A New Media Paradigm. Part I
A New Media Paradigm. Part II
The point is not really the type of music you like, so I apologize to all the Country Music fans I’ve offended even though my true opinion is in fact that I’d rather have my ears Van Goghed than listen to it.
It’s all about the money.
In the vinyl business model your $12 album paid about $2 to the store and about the same to the artist. The rest went to the greedy bastards in the music business. Especially during the transition to digital when you had to buy everything twice this was quite a lucrative racket and enabled Record companies to pay Sports Star advances to people like Michael Jackson, Prince, and Madonna.
The interesting thing about advances is that they are advances against future revenues, so it’s not like any of those people were getting real money, what they were getting was the same old $2 only all in a lump up front.
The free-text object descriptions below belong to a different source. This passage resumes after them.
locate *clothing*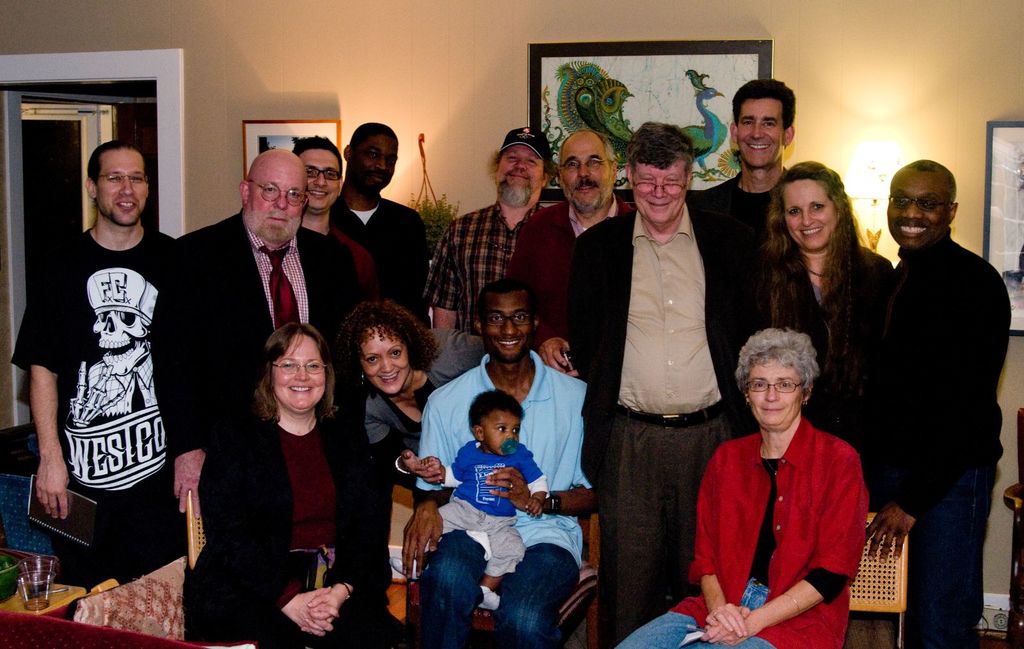
l=879, t=232, r=1003, b=648
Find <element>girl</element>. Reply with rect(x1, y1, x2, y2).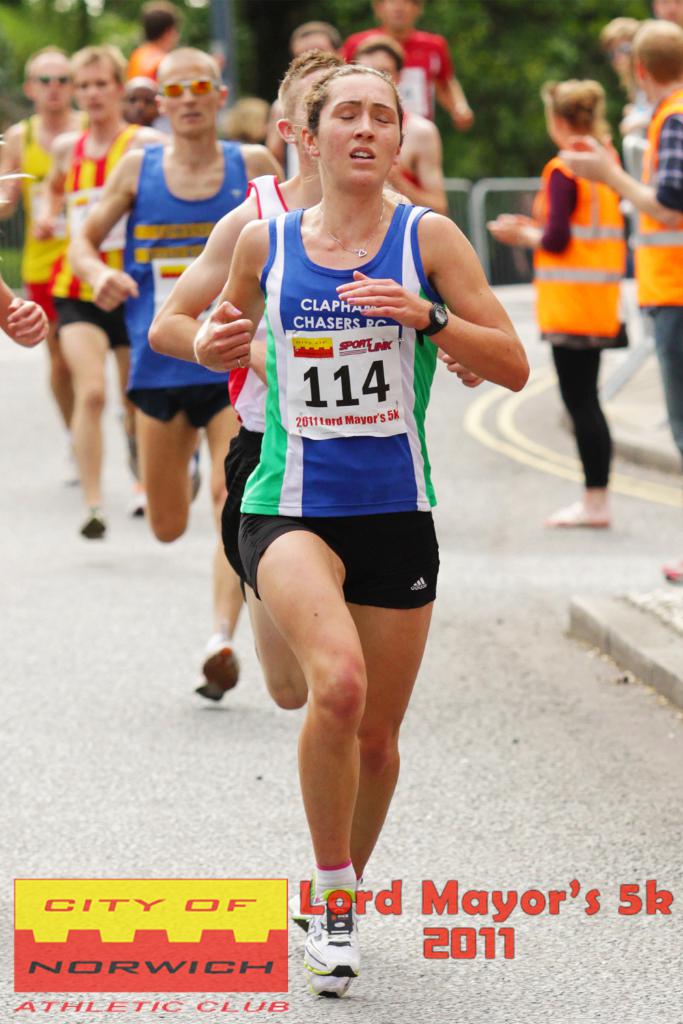
rect(193, 81, 528, 975).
Don’t produce, lose your popularity, sell less, and some soulless accountant shows up at your bling bedecked mansion and tells you your blow budget is cut off.
Bummer to be you dude.
But the soulless accountant and his record company exec friends were still Aok until they started sailing off the shores of digital Somalia.
When you start cutting into Polygram’s blow budget now you’re in for some trouble dude.
I’m both a purist and a technician and I know that it’s simply not possible to duplicate all the information contained in analog media, but as you keep getting incrementally nearer the limits of your derivative you rapidly approach something that is close enough for jazz. Your brain will fill in the missing pieces.
But once digitized the question simply becomes how many. If you can play it you can duplicate it, maybe not exactly but close enough for government work (much less than you need for jazz) which is exactly where the execs went to protect their intellectual property. Unfortunately for them the world is flat and different cultures have different ideas about what exactly property and ownership mean. Ask Scandinavians (noted pirates and cut throats since Viking times).
So things changed and now you can download your iTunes for $1 a pop and Apple and the artist each get a nickle.
Not quite enough for a swimming pool full of Moet, or even a bathtub.
Still, ya gotta have your bling and the next big thing is concerts and merchandising. Ever wonder why it costs over a grand to get front row for the Stones? You’re paying for Keith’s new liver dude and those things are not cheap, even in China.
It has been democratizing in a way. Now all the artists are starving unless of course you got your start when there was still a mass market and a common culture, but those days are dead as doornails.